By Milan Matthes Kale

Members of the AUC student body have been using their windows as a personal trash chute for their general trash – flowers, cigarettes, and even glass bottles. “There has always been a problem with people throwing things out of the dorm windows,” says Clare Adamson, a third-year Social Science major. While the littering out of dorm windows is not new, it does pose a serious health and environmental risk to the general community.
“The shattered glass is a really big issue for me,” Rasmus Raukas, a second-year Science major explains. “I pet sit and have friends who have dogs in the dorms, and in the furthest courtyard, where I live, it’s always a big concern that they may step on a shard of glass and cut themselves.”
However, the risk extends further than the paws of pets, as a bottle landing on a person below can cause serious injuries. Anna Micelli, a second-year Social Science major living in a four-person room on the 4th floor, explains how she has witnessed the glass bottles being thrown at parties. The view from her living room has let her witness more than one glass bottle being tossed out of the window into the parking lot below, where the falling glass poses a severe danger to people, bikes, and cars below.

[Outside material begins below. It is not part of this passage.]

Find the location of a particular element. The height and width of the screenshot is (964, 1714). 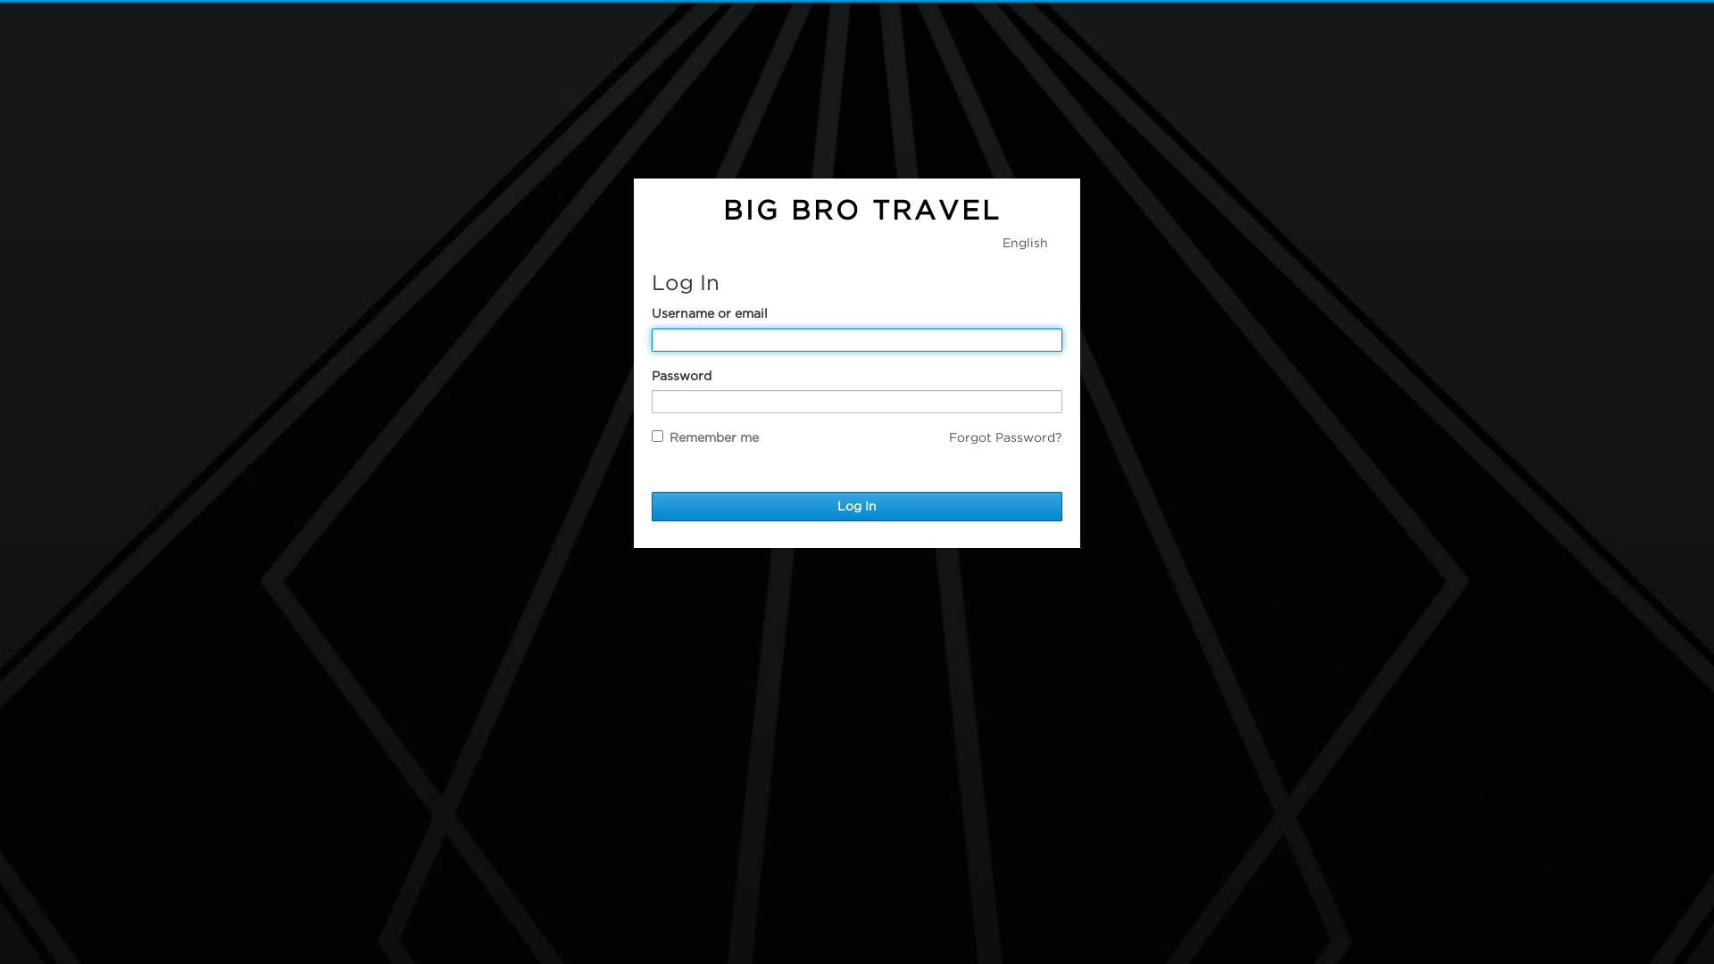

For some AUC students, the fact that the courtyard and the area surrounding the dorms are already so dirty makes their contributions to the trash feel inconsequential. Tanmay Chawla, a third-year Social Science major, says that he used to occasionally throw cigarettes out of the window at parties and states that “to be fair it’s all just one big ashtray.”
While Adamson hopes that students “think about the environment,” she understands the feedback loop in which years of littering lower the appreciation of the nearby environment and normalize the behavior in new students.
The most common article to be thrown out the dorm window also greatly harms the environment: cigarette filters. Cigarette filters are one of the most littered items on the planet. Made out of plastic, they leach toxins into the environment before breaking down into microplastics, according to National Geographic.
Adamson believes that students often forget that cigarette filters are not biodegradable, but wishes that they remember that destroying our environment is a big deal, and each choice has an impact.
More often than not the people who end up cleaning up the mess are the building’s caretaker, Adel El-Sabagh, the dorms Custodial staff, and the occasional student-led initiatives.
Raukas was one of the students working to clean up the dorms in a student-led initiative last year. Although there have not been any cleaning initiatives this year, he still picks up glass when he sees it, protecting little paws. “It’s like a cycle where it gets really dirty, and then everyone gets fed up, cleans up, only for it to get dirty again,” Raukas says.